Thursday, January 28, 2010

Alhambra I

The Alhambra is actually three or four sites, the Palacios Nazaries, the Generalife gardens, Charles V's palace, and the old fortress, the Alcazaba. The Palicios Nazaries is the main thing, the last palace of the retreating Moors, built in the 13th and 14th centuries, handed over to Ferdinand and Isabella in 1492. (Ferdie and Izzie were really multi-tasking that year). We spent the better part of the day seeing all this, reputedly the top site in all Spain.

They say what you get from something depends a lot on what you bring to it. I confess I do not bring a great deal of knowledge about Muslim art or religion to these sites. Rarely do they do anything but geometrical forms and calligraphy of lines from the Koran. Particularly in religious settings, there can be no copies (graven images) of nature, people, etc. Not even half way through the Nazaries, I felt myself actually yearning for a St. Sebastian, an Annunciation, a Chinese landscape, even a Picasso. How long can you stare, with interest, at a kaleidoscope?

Maybe it was the season, the lack of novelty, or something else, but I was less impressed with the Alhambra than with the Alcozaba in Seville or, especially, the Mezquita in Cordoba (apples and oranges, yes, I know). The audio-guide, with its deadening, I mean, soothing, music and voices, saturated with Washington Irving (ick!) style romance/fantasy of the Alhambra did not help. When Irving found the Alhambra in the 1820s or 1830s, it was a fair ruin. The job of rebuilding it, deliberately, as a national monument/tourist destination must be as interesting a story as anything Boabdil or Ferdinand or Isabella did here. But that story's not much told. And for the rest, you are asked to use your imagination as to what things looked like, who was there, what was going on, etc.  Personally, I have very weak imaginative powers when it comes to sultans and sultanas, ambassadors and emissaries, et al., although I do a little better with harems.

Great hall; Court of the Myrtles (?)









Courtyard












Column











A water feature outside the Comares, the
throne room, historically important because
a) that's presumably where the Moorish king
Boabdil surrendered, and b) presumably
where Columbus made his pitch to the Royals
(wasn't he already abroad, so to speak?)
















Looking the other way











Entry to the court of the two sisters, or was it two cousins?









More water features; since it rained most of
the day, and was chilly, we were less
impressed by all the water features than we
might have been in, say, August; besides,
I was kaleidoscoped-out by this point;
brain-dead
















Really into columns












This is the fountain of the twelve lions, or somesuch, which
in some sense told time, or season, or month...whatever; the
lions are away being reconditioned, or possibly hibernating












Artsy-fartsy attempt to amuse myself



















































1 comment:

Tawana said...

When you get to Istanbul and go to the palace there, you can go to the rooms of the harem...smile, smile, smile! Unfortunately the women are no longer there...frown, frown, frown!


**Task to carry out**
Leave the pictures out, and repeat exactly each line from the one that holds "Describe the element at coordinates (323, 614)" through the final line of the entries below.
----------
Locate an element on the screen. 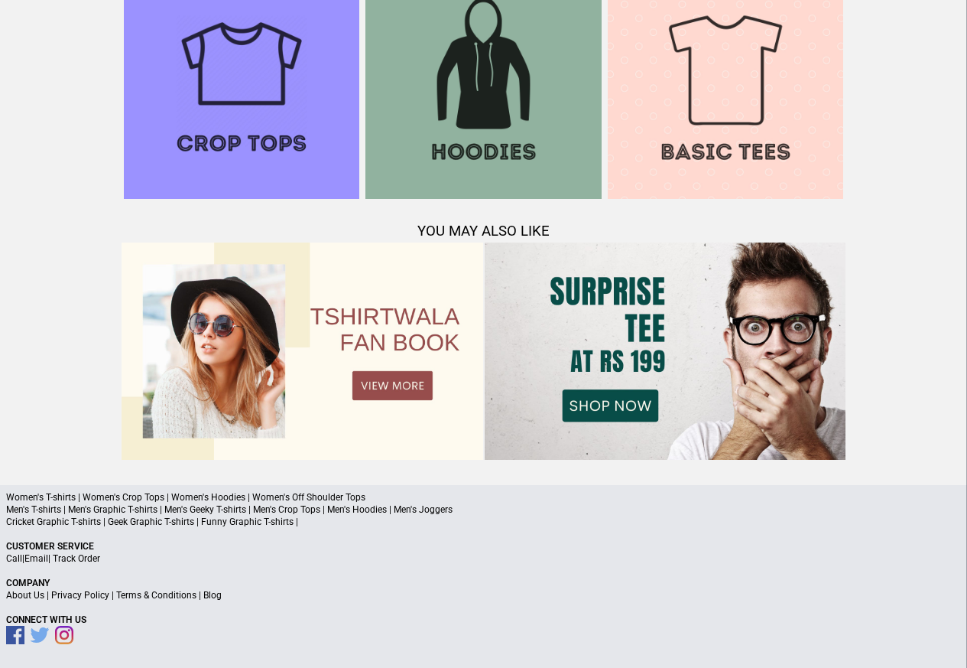 This screenshot has width=967, height=668. a: About Us is located at coordinates (25, 595).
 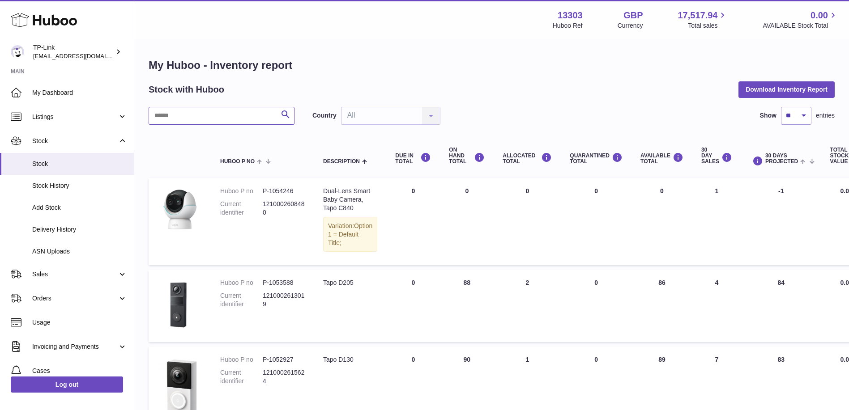 What do you see at coordinates (662, 158) in the screenshot?
I see `div: AVAILABLE Total` at bounding box center [662, 158].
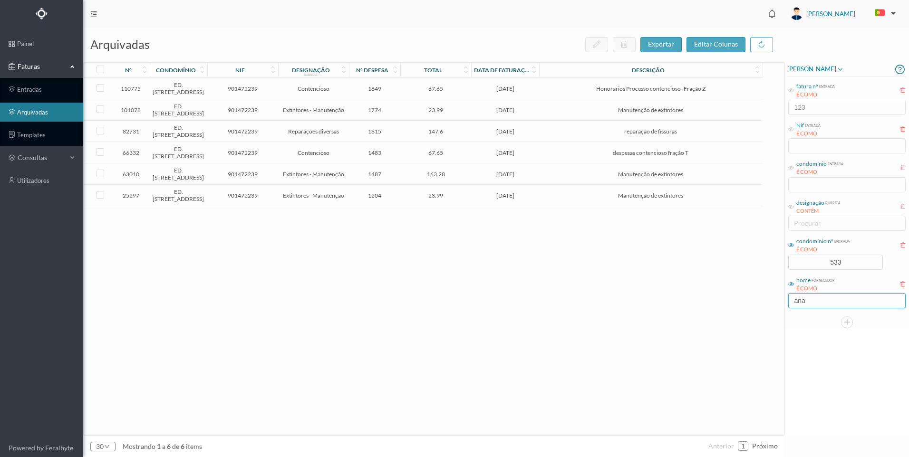  I want to click on div: data de faturação, so click(502, 70).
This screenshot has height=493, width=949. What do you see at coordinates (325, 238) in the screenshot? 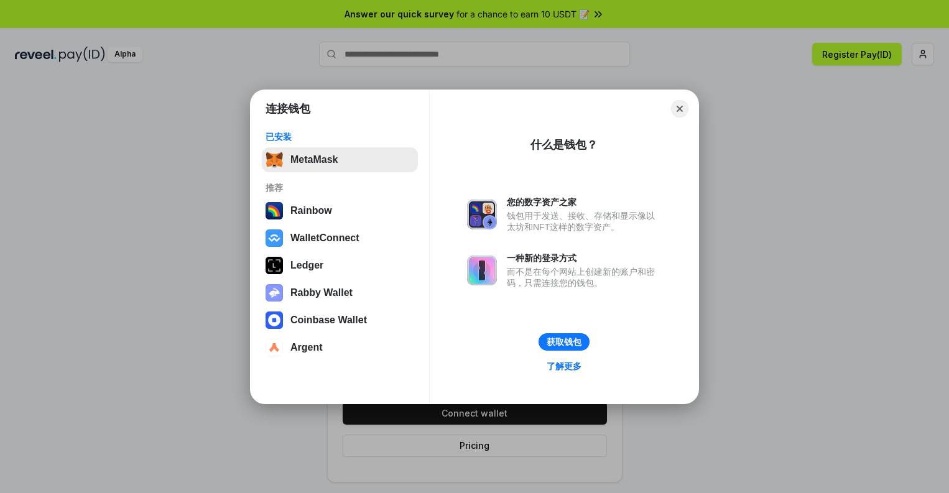
I see `div: WalletConnect` at bounding box center [325, 238].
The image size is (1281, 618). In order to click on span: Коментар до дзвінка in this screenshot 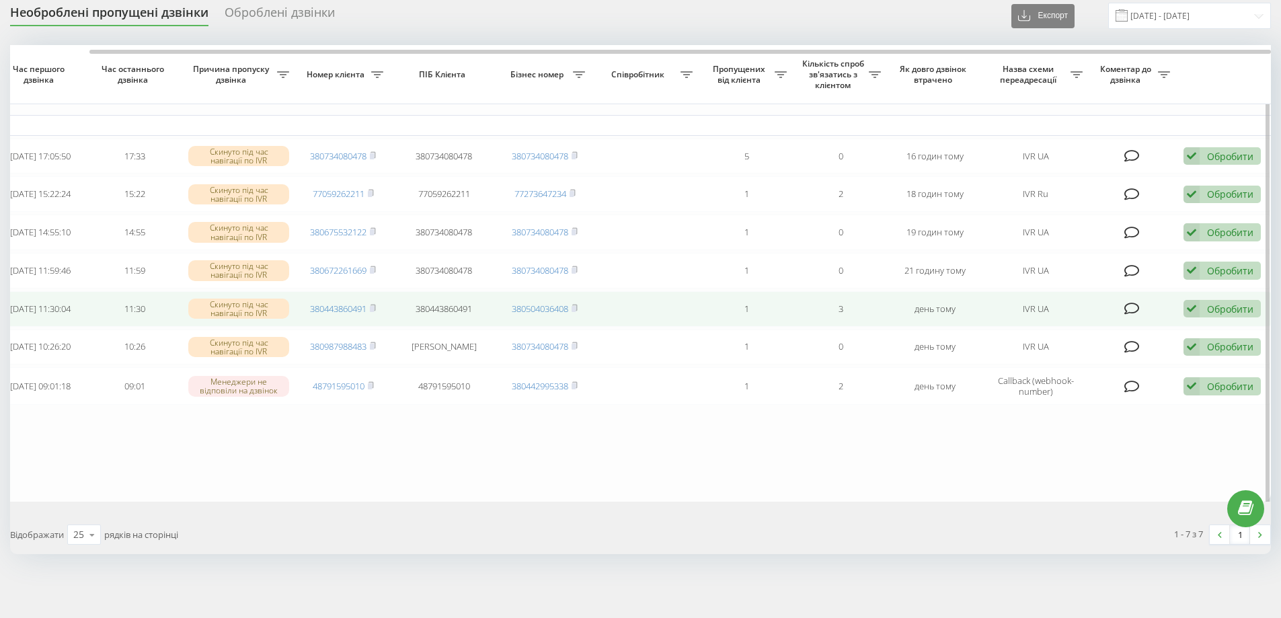, I will do `click(1127, 74)`.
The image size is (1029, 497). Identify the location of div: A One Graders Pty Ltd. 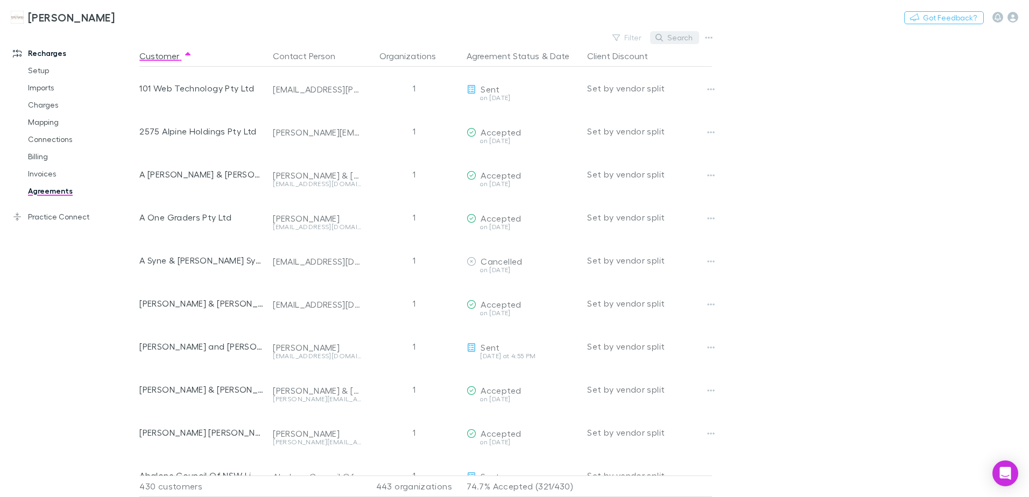
(202, 218).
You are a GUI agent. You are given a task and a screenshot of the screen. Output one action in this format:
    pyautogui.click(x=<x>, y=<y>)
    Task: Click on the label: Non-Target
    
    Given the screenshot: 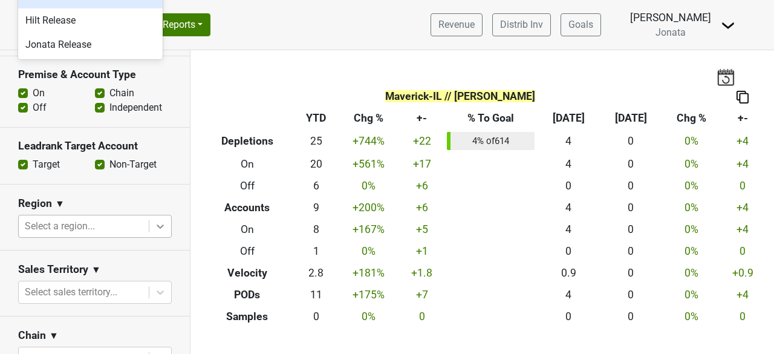 What is the action you would take?
    pyautogui.click(x=133, y=164)
    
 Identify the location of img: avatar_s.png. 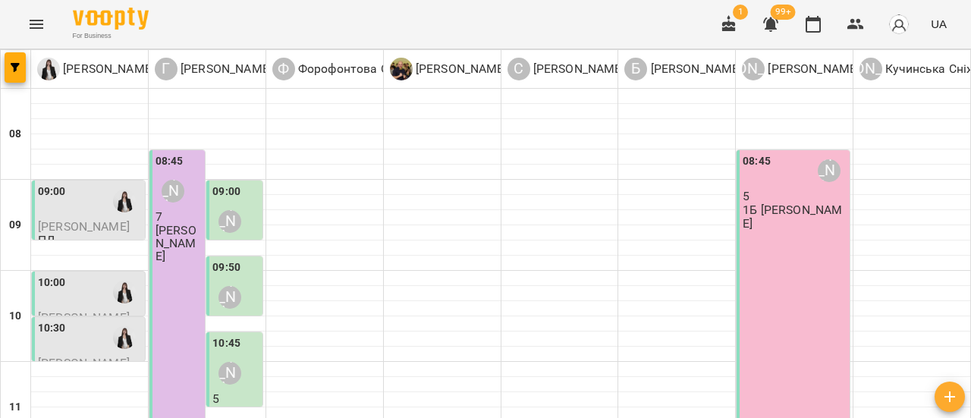
(899, 24).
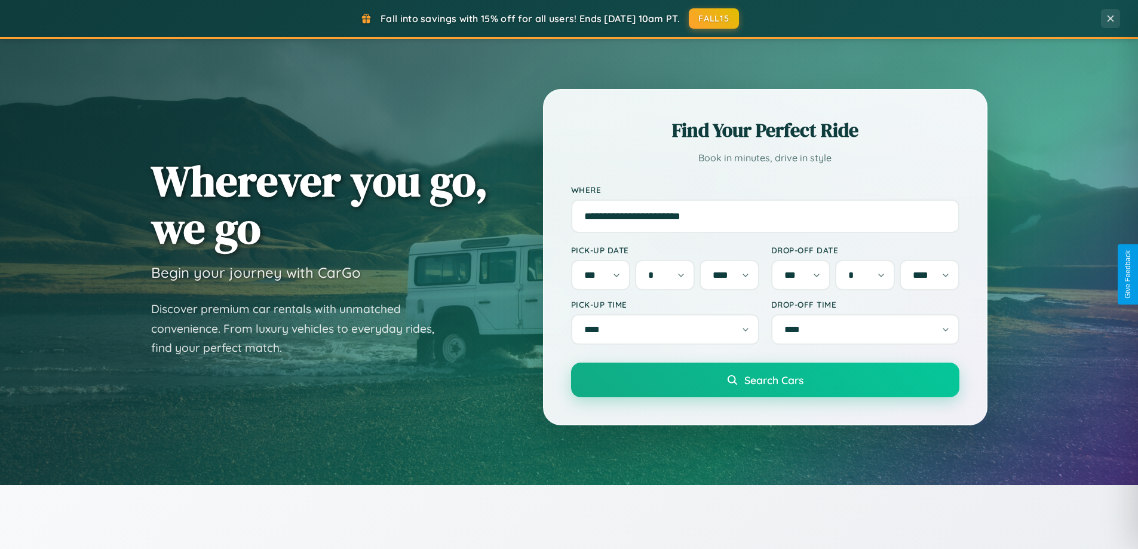  What do you see at coordinates (765, 158) in the screenshot?
I see `p: Book in minutes, drive in style` at bounding box center [765, 158].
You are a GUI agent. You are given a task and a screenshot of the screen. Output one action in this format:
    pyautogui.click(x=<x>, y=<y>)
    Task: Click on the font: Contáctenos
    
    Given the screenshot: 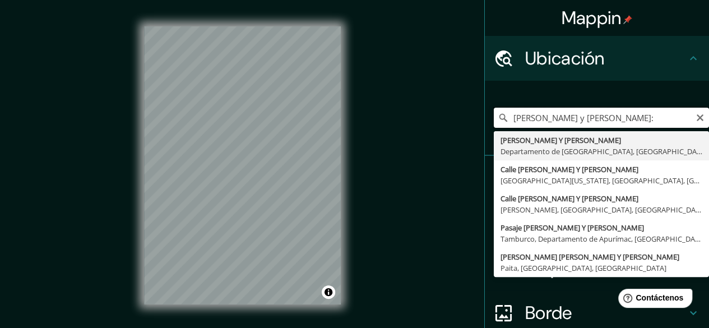 What is the action you would take?
    pyautogui.click(x=50, y=13)
    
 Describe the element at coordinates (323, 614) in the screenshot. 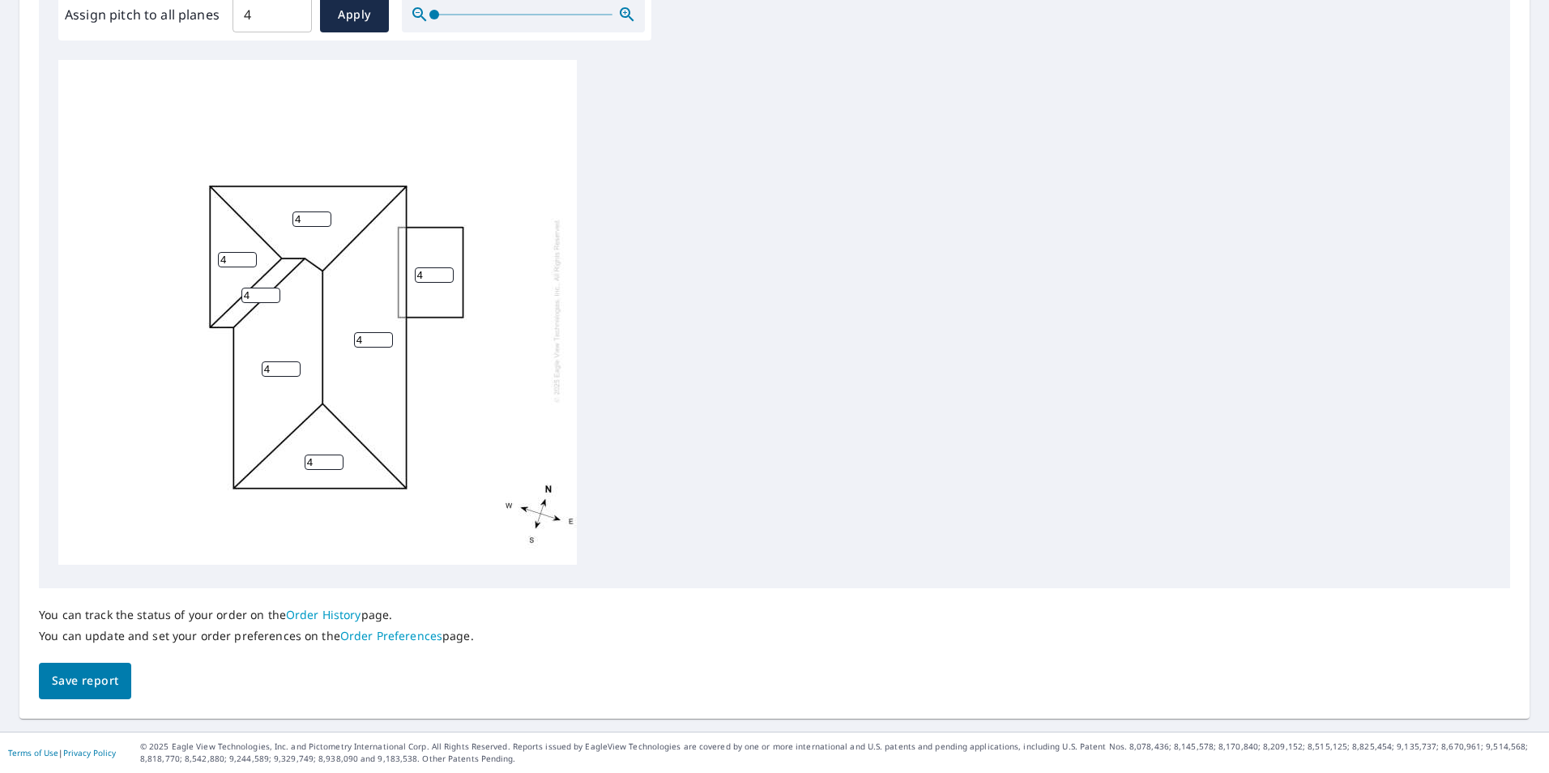

I see `a: Order History` at that location.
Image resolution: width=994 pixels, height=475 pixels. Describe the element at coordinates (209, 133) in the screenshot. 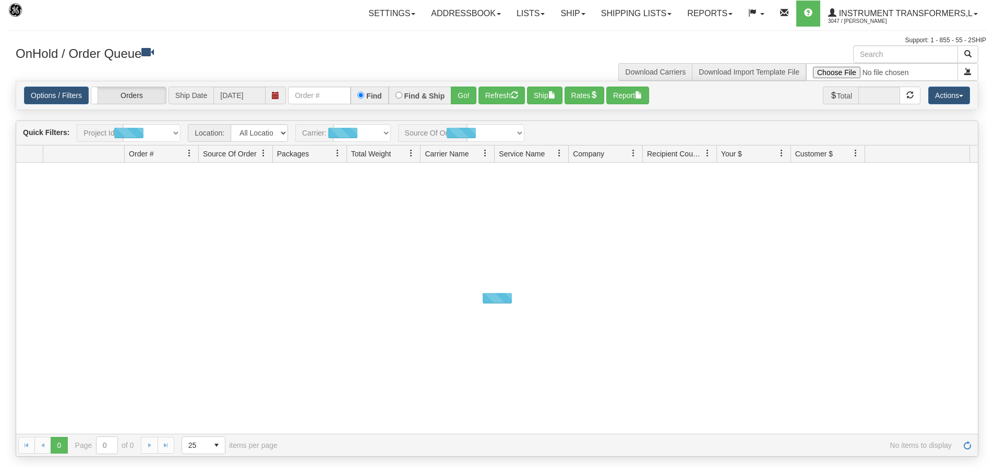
----------
**Written answer**
 Describe the element at coordinates (323, 614) in the screenshot. 

I see `a: Order History` at that location.
Image resolution: width=994 pixels, height=475 pixels. Describe the element at coordinates (209, 133) in the screenshot. 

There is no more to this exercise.